I was talking with a colleague yesterday, and he made a statement that I found new and interesting. He said that many of our professions (banking to name one) have shifted focus to the point where practitioners are focused (and trained) more in sales than in the basics of their profession (underwriting to name one).
I’d never thought of it like that before, but what he said makes sense. Having spent a fair amount of time in banking during the emergence of technology, I saw many of the jobs that had been accomplished by a person, become automated. Consumer lending is a good example. In the past a banker used knowledge and skill to make a lending decision. Today the banker collects the personal and financial information from the potential customer, and feeds it into an algorithm which decides whether or not the potential customer will get the loan. The decision making is simplified, leaving the organization to focus on finding customers. The banker could conceivably get away without really understanding the basics of the underwriting standards, if he/she is a good sales person.
I saw this also in retail, where buyers used to make decisions based upon their own cultivated knowledge of the customer, but as technology emerged, the decision making gave way to another algorithm. Buyers became somewhat superfluous, particularly at the local level.
And don’t get me started on our educational system, where young people are no longer taught cursive writing because technology makes that skill obsolete (or so I’m told). Or they cannot calculate a long division problem without a calculator or computer.
Mind you, I have no beef with technology – I am a self-professed geek. In the world of business, technology equals business intelligence – something no one can afford to be without in today’s market.
But skimming the surface of the world of business without focusing on some of the very basic tenets that have proven true seems very foolish to me.
As an executive with responsibility for selecting vendors, I have been overrun with cold, warm and hot calls telling me all of the things a product can do for me. Quite frankly, the sales people are VERY good at what they do; it is easy to get excited about being able to have concise, simple dashboards of performance metrics on your computer as you boot it up each morning. Ah, but the devil is in the details….the basics of what you are trying to accomplish. Are the performance metrics already in place? Have they been validated as to actually improving performance? Are the numbers credible? How many internal systems need to feed the dashboards, and do they have compatible data? If the data from the feeding systems is not compatible, what downstream processes must change in order for the data to feed properly? How long will it take and how much will it cost to accomplish this? The answer to that question could grow your expense exponentially. Or not, but shouldn’t you know?
Years ago when we bought our first personal computer (okay, yes, before Windows…oy vey) I learned MS-DOS. While I was never a whiz, I knew enough to understand how a computer stores and retrieves information. As new technology came about, I could function easily because I knew the basics, and if something went awry, I could usually diagnose and fix.

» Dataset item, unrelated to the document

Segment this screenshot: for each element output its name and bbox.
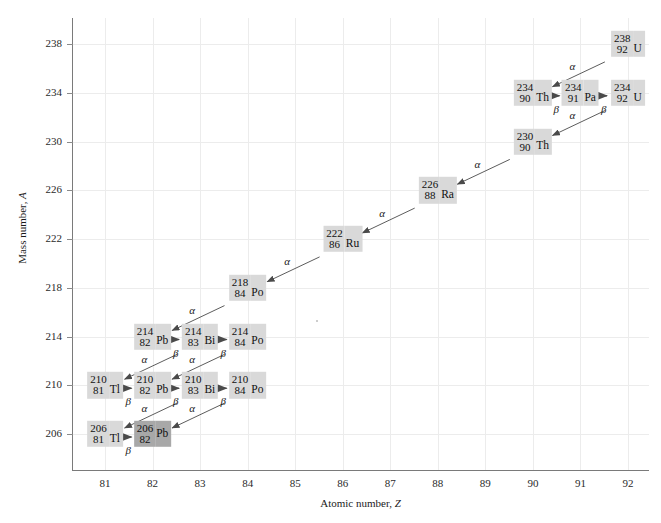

Others knew how to point and click, but would lose files because they didn’t understand the basics.
So what is my point? This isn’t the first time I’ve talked about looking for the easy way out. I ranted about why I dislike business books in February, concluding that as easy as the solution sounds in a book, it just is never that easy. Same with skimming the surface of the research, knowledge, history and experience that arrived at the simple solution proffered in the book, or by the vendor. It just is never that easy.
What to do? I think that it is time we went back to basics. Organizations are people intensive, and there is nothing done in an organization that doesn’t require people. Even automated processes and robotic systems require human brain power to make them effective. How do you go back to basics in a world that is so complicated that it is almost overwhelming?
My thoughts…
- Ask good questions. Ask your employees if the process is working as well as it could. I would be willing to bet they have answers. So often, leaders feel that they have to have the answers, but truly all they need is good questions.

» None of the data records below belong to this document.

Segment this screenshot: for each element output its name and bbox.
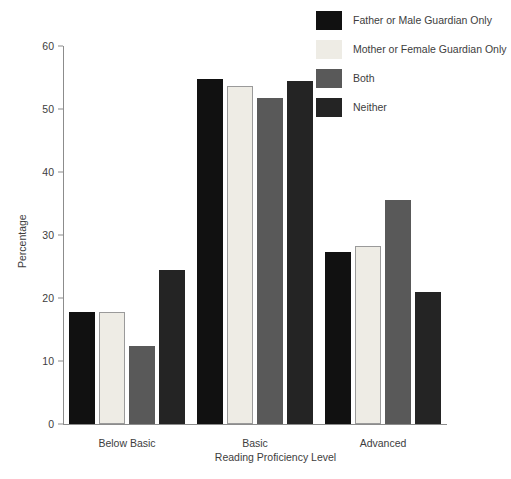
bar[interactable]: [129, 346, 155, 424]
bar-group-bars: [319, 46, 447, 424]
legend-item: Father or Male Guardian Only: [316, 8, 506, 32]
bar[interactable]: [287, 81, 313, 424]
plot-area: 0102030405060 Below BasicBasicAdvanced: [63, 46, 447, 424]
bar[interactable]: [227, 86, 253, 424]
bar-group: Basic: [191, 46, 319, 424]
bar[interactable]: [69, 312, 95, 424]
bar-group-bars: [63, 46, 191, 424]
bar-group: Below Basic: [63, 46, 191, 424]
y-axis-label: Percentage: [16, 214, 28, 268]
x-tick-label: Below Basic: [63, 424, 191, 449]
bar[interactable]: [99, 312, 125, 424]
bar[interactable]: [159, 270, 185, 424]
x-tick-label: Advanced: [319, 424, 447, 449]
bar[interactable]: [197, 79, 223, 424]
bar-group-bars: [191, 46, 319, 424]
x-axis-label-text: Reading Proficiency Level: [175, 451, 336, 463]
x-axis-label: Reading Proficiency Level: [0, 451, 511, 463]
bar[interactable]: [385, 200, 411, 424]
bar-group: Advanced: [319, 46, 447, 424]
bar-chart: Father or Male Guardian Only Mother or F…: [0, 0, 511, 479]
legend-label: Father or Male Guardian Only: [353, 14, 492, 26]
bar-groups: Below BasicBasicAdvanced: [63, 46, 447, 424]
legend-swatch-icon: [316, 11, 342, 30]
bar[interactable]: [257, 98, 283, 424]
x-tick-label: Basic: [191, 424, 319, 449]
bar[interactable]: [415, 292, 441, 424]
bar[interactable]: [325, 252, 351, 424]
bar[interactable]: [355, 246, 381, 424]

- Listen. Open your mind to what others are saying. Get rid of the filters through which you hear. The fact that you REALLY want the technology system that the vendor is selling is a filter that dissuades you from asking good questions. When you ask the questions, listen with an open mind.
- Learn. Research today is both easy and hard. It is easy because there is so much data. It is hard because there is so much data. Look for fundamental data in several places, and then give yourself the gift of time to reflect on what you learned, and on the various perspective you sought out. You cannot afford not to take time to reflect.
- Plan and evaluate. Use what you learned to make a plan with solid goals and time-frames. Put the plan into place. Review it with rigor and discipline to see if it is working. Tweak as necessary.
Perhaps I am being naive, but I think it all boils down to this. It has been, and continues to be my premise that the answer to the most troubling and critical questions reside with the people of the organization, not in a book, or a vendor or a consultant. Going back to basics means letting go of the concept of “easy” and get to the real work of organizations – communication, collaboration, innovation, action and evaluation.